Audiences of Voices

My hypothesis is that men do have a tendency to prefer male voices for topics of high interest or importance, and that tendency is a consequence of the opportunity for a fruitful counterargument when we disagree.   I follow more male voices than female voices, because there are many more people I disagree with than I agree with.   I will listen to both sexes if I agree with them, but I will only follow men if there is a potential that I will disagree with them.    It is only with other men that I can have any chance of gaining anything through argument.

Fake News: A Dedomenocratic Perspective

What really makes legacy news fake is the tyrannical influence of past narratives that influence what future observations we accept. Fake news is the need to keep old narratives relevant when the such a narrative never would have emerged if started from scratch with the data available at the current moment.
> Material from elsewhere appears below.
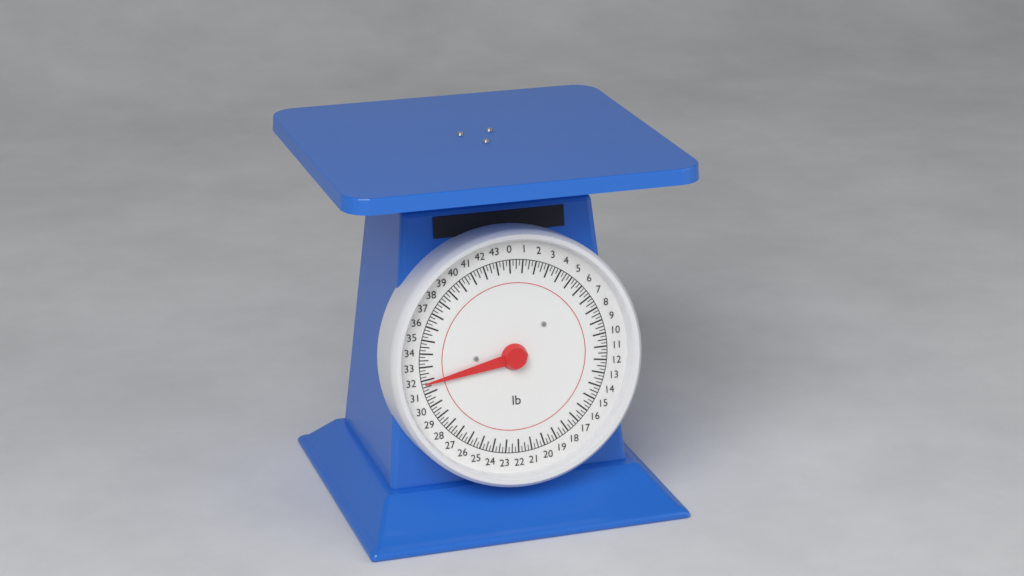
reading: 31.75 lb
Better context information needed to understand breaking new stories and crisis management

These examples set a new standard for rapid access to context information to accompany the new information for breaking news. In the case of street maps and aerial/street views, this information required extensive investment long before the event occurred. In the case of the more recent information (street congestion, weather radar imagery, landslide risk assessments) there was a need for prior investment for models and technologies to provide this information on a timely basis. These investments were made on a global scale where the vast majority of this readily available capability may never been needed for matching with a breaking news story. But when a breaking news story does occur, we welcome the ready access to this information specific to the broader context of the story.

Appreciating biblical stories as proto-journalism

Oral story telling was the original big data. The various oral stories were saved in persistent memory and captured a large volume and variety. The invention and adoption of written works displaced the oral tradition and that brought and end to that earlier big data. In this sense, our current excitement about big data may be a rediscovery of a capability available our ancient ancestors. Big data and oral story telling tradition both offer inexpensive and durable means to manage a large number of distinct and very individualized stories. In the modern era, we are rediscovering the need to collect individual stories and thus granting them ability to circulate like what happened in the preliterate society of oral story tellers.

We need human decision makers to detect story-telling and demand that stories are properly documented

In modern data science projects with automated data collection and analytics, the hypothesis-discovery occurs at the beginning of the process. The modern decision maker participates at this early stage of the process to select discovered hypothesis that are self-evidently persuasive. The following data collection and analysis that supports this hypothesis will lead to a simple decision that does not require any last-minute invention of a story to earn the decision-makers approval. After the decision, additional invented stories will serve only the purpose of illuminating the underlying non-fiction of the data and analysis.

Applying lessons learned from frame rates in motion pictures to modern journalism

As in the computer interpolated images to simulate a faster frame rate, the reader sees this manufactured information as part of the same story. The the story becomes hyper-real. In movies the faster frame rate gives the impression of a cheaper production more frequently associated with daily soap operas. In journalism, the injection of author’s opinions leaves the reader with the impression of reading a cheap novel. Neo-NeoCon sums this up nicely as “When I read Erdely’s piece, it seemed to me that its style resembled a romance novel gone bad”.

Fake but accurate: what we once called fiction has now become non-fiction

I think this is what distinguishes modern non-fiction from non-fiction in earlier ages. In earlier ages (Melville’s time), the non-fiction took pains to exclude any fanciful information at all. Non-fiction was devoted the presentation of actual evidence that supports a particular conclusion or theory. Fiction (such as Moby Dick) was a separate work that incorporated those facts into an illustrative example. Today’s non-fiction typically incorporates both fanciful illustrations and actual facts. The danger is that some readers may confuse the illustration as another fact.

Media’s Ferguson Fable, a morality tale of dark data

The huge deployment of professionally trained journalists was largely wasted in redundantly covering the protest scene covered by amateurs, when they could have pursue the larger story of obtaining the opinions of all of those who were not participating. Perhaps they were seething that their government was prevented from providing the government’s usually effective service of protecting their property and putting out the fires. Perhaps the silent super-majority has always given consent to a local government that provided services when they need it: such as when their businesses are being robbed or their property is on fire. We didn’t learn this because everyone was busy independently confirming that the protesters on the street were very upset.